Many manufacturers and brands mistakenly assume they can simply assign MAP enforcement responsibility to one person, or maybe even hire a dedicated employee to handle MAP policy enforcement. It’s true that enforcing your company’s MAP pricing policy is important enough to your brand’s value that it might warrant creating a full-time MAP enforcer role. But it’s also important to keep in mind that this is actually a shared, companywide responsibility.

Everyone across your organization has a role to play in helping enforce your MAP policy. Your entire staff needs to know that the policy exists, where it is, what the specific price levels are for each product or SKU (and when those prices change), what to do when a reseller asks for an exception to your MAP policy, and what the risks are of allowing policy violations. This means you need to implement companywide education and training.

To help get you started, here’s a brief introduction to the specific ways that various teams or departments across your organization can contribute to your brand’s MAP policy enforcement.

eCommerce

If your company sells directly to consumers through an in-house eCommerce team, that team is likely competing with your sales reps who are trying to sell your inventory to wholesalers, distributors, and retailers.

These eCommerce reps should act in ways your company would demand of any retail partner — including honoring your MAP pricing guidelines. That means, for example, not dropping advertised prices below those MAP levels, even temporarily, to meet a quarterly or monthly sales quota.

You need to train your eCommerce team members to understand that it is in the company’s larger strategic interest to increase market reach — which they can help to accomplish by not undercutting your company’s retail partners.

Sales

In many cases, the sales department is the organization’s catalyst and champion for adopting MAP in the first place. Often this is because the sales team is having difficulty selling product to their distributors or wholesalers without such a policy in place.

But the entire sales organization still needs to be educated on the importance of having and enforcing a MAP pricing policy. This training should include teaching sales reps how to handle a request from a retailer to temporarily suspend the MAP-price floor to help the retailer meet its own sales objectives.

You will also want to explain to your sales team the longer-term harm that allowing some retailers to violate your MAP, even your most important partners, can do to the company and to their department in particular. For example, if a sales rep agrees to look the other way while a large retail chain violates its MAP policy, that could chase away other retailers and keep new companies from joining the resale network. This, of course, will drive down the sales team’s numbers over the long term.

Product

The product team often helps determine which products or SKUs should be included in a reseller pricing policy and which shouldn’t.

You can help your product team make informed decisions about how to set MAP prices— and when to change them — by arming them with real-time market data both on how your products’ prices affect sales numbers, and how your competitors are currently pricing similar products.

One of the first steps in enforcing your MAP pricing, after all, should be learning how to set those prices correctly to help your resale partners sell your products successfully against those of your competitors. The product team can play an important role in helping you understand where the “sweet spots” are for MAP price levels for each of your products, and alerting you when those sweet spots have changed and it’s time to adjust your MAP prices.

Marketing

The marketing team can help both in crafting the messaging, to position the company’s MAP-covered products as “premium,” and in managing some of the MAP enforcement levers, such as adding repeat violators to the Do Not Sell list and withholding promotional dollars from those resale partners.

Your marketing team can also help draft the notifications and warnings (in coordination with your legal team) to let MAP violators know your company is aware of their misbehavior and that you will take action if they won’t remove their offending product listings or advertisements.

To put together this important library of communications to MAP violators, though, your marketing team will need to work closely with your legal or brand protection team, to ensure they don’t create messages that put your company at legal risk. This is why your marketing team should also be trained on the legal implications of MAP policy enforcement.

Support

The customer support team will need to know what they can and can’t say to a reseller who calls and asks for incentives, special deals, or a temporary suspension of your MAP pricing floor.

These front-line employees will often be the people who field calls to your companies from resellers. That means you will need a set of procedures in place these employees they can follow to keep your company from making a mistake out of ignorance — and, even worse, potentially putting you in legal jeopardy with antitrust regulators.

Legal

If you have an in-house legal team (or use outside counsel), these legal professionals can help your company draft your MAP pricing policy and, ideally, will also advise you on how to enforce it such that the company avoids any legal pitfalls.

Also, as you put into place your in-house MAP enforcement procedures (such as training your customer support teams on what they can and can’t say to resellers), you should also enlist the help of your legal team. Keep in mind that enforcing MAP incorrectly can also create legal pitfalls for your company.

Want more help setting up MAP enforcement across your company?

Talk to a TrackStreet brand protection solution architect.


Task brief
Scan the listing below. Report each line that includes "leader".

Available data
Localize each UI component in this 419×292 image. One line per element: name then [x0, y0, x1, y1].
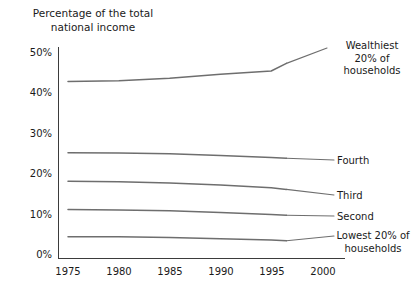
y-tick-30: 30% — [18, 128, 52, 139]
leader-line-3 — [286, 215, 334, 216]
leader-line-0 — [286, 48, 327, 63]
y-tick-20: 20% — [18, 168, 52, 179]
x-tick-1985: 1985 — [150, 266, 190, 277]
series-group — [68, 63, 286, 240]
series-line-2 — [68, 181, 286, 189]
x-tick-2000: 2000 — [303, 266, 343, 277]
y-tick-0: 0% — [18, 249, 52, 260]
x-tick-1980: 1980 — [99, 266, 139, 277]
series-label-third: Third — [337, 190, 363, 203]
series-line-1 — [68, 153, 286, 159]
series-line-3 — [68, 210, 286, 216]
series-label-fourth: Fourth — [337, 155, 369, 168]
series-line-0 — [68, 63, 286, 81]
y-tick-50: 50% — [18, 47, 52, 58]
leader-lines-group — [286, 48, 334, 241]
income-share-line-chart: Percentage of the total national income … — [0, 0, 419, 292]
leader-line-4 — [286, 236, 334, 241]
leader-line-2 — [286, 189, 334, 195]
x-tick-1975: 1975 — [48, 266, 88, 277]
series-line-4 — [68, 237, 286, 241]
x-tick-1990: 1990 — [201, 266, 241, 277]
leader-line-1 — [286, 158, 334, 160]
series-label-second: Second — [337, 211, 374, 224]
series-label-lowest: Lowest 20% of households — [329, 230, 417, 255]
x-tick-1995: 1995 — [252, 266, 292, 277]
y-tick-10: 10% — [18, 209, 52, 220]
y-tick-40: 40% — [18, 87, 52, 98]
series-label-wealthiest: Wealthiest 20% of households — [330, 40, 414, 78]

Result of this exercise
leader-line-3 — [286, 215, 334, 216]
leader-line-0 — [286, 48, 327, 63]
leader-lines-group — [286, 48, 334, 241]
leader-line-4 — [286, 236, 334, 241]
leader-line-2 — [286, 189, 334, 195]
leader-line-1 — [286, 158, 334, 160]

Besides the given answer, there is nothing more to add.